In depositions covering many hours, first recorded by the journalists of O Globo who got the scoop, and then before the Rio de Janeiro State — and the Brazilian Federal Truth Commission — Malhaes described in dispassionate but grisly detail how bodies of dissidents who died under torture were disposed of. “There was no DNA at the time; you’ll grant me that, right? So when one was tasked with dismantling a corpse, you had to ask which are the body-parts that will help identify who the person was. Teeth and the fingers alone. We pulled the teeth and cut off the fingers. The hands, no. And that’s how we made the bodies unidentifiable.” After which, the mutilated dead were dumped at sea, having first been eviscerated to prevent them from floating to the surface.

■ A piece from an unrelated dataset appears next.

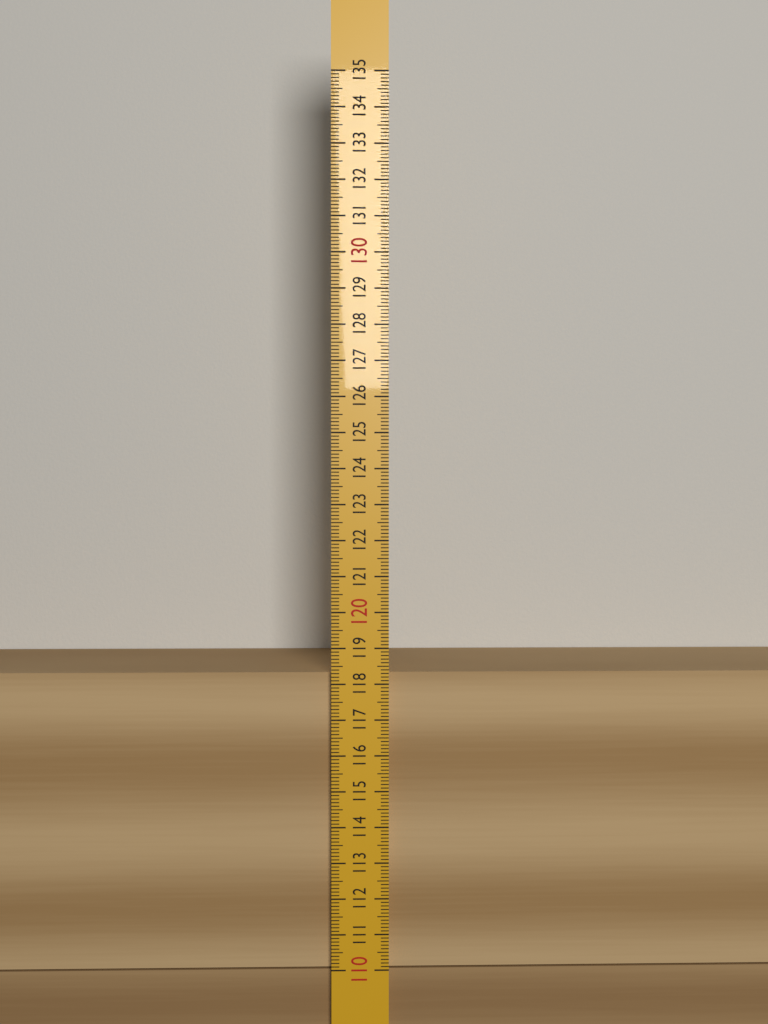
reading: 118.3 (no unit)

In marking the recently passed 50th anniversary of Brazil’s April 1, 1964 military coup that deposed popularly elected President Joao Goulart, Brazilians have been offered a kaleidoscope of opportunities to revisit and discuss that troubling past, and, for some, to overlay the impact of the dictatorship years on a society restored to democracy for over a generation, but in which the deepest structural problems remain unchanged. Many axes were being ground on these topics in the rich offering of articles and opinion pieces in the daily press as the coup’s anniversary day approached. Very few, of course, sought to defend the dictatorship, which, nonetheless, appears to have been the sole motivation behind Paulo Malhaes’ sudden impulse to seek repeat performances for his macabre confessions on the public stage, an agenda cruelly underscored by his brazen refusal to express remorse or reveal the names of his commanders.

In one bizarre aside, Malhaes confided a disassociated feeling of “solidarity” for the family of Rubens Paiva, a federal deputy allied with Goulart’s party whose murder and disappearance in 1971 Malhaes himself apparently had a hand in. It was “sad,” the colonel said, that Paiva’s family had to wait 38 years to learn the specifics of his fate, already made public from other sources. Malhaes quickly insisted that his comment not be interpreted as “sentimentality.” He hadn’t questioned his mission back then, and he still didn’t. “There was no other solution. They [my superiors] provided me with a solution,” written broadly enough for Malhaes to justify his butchery.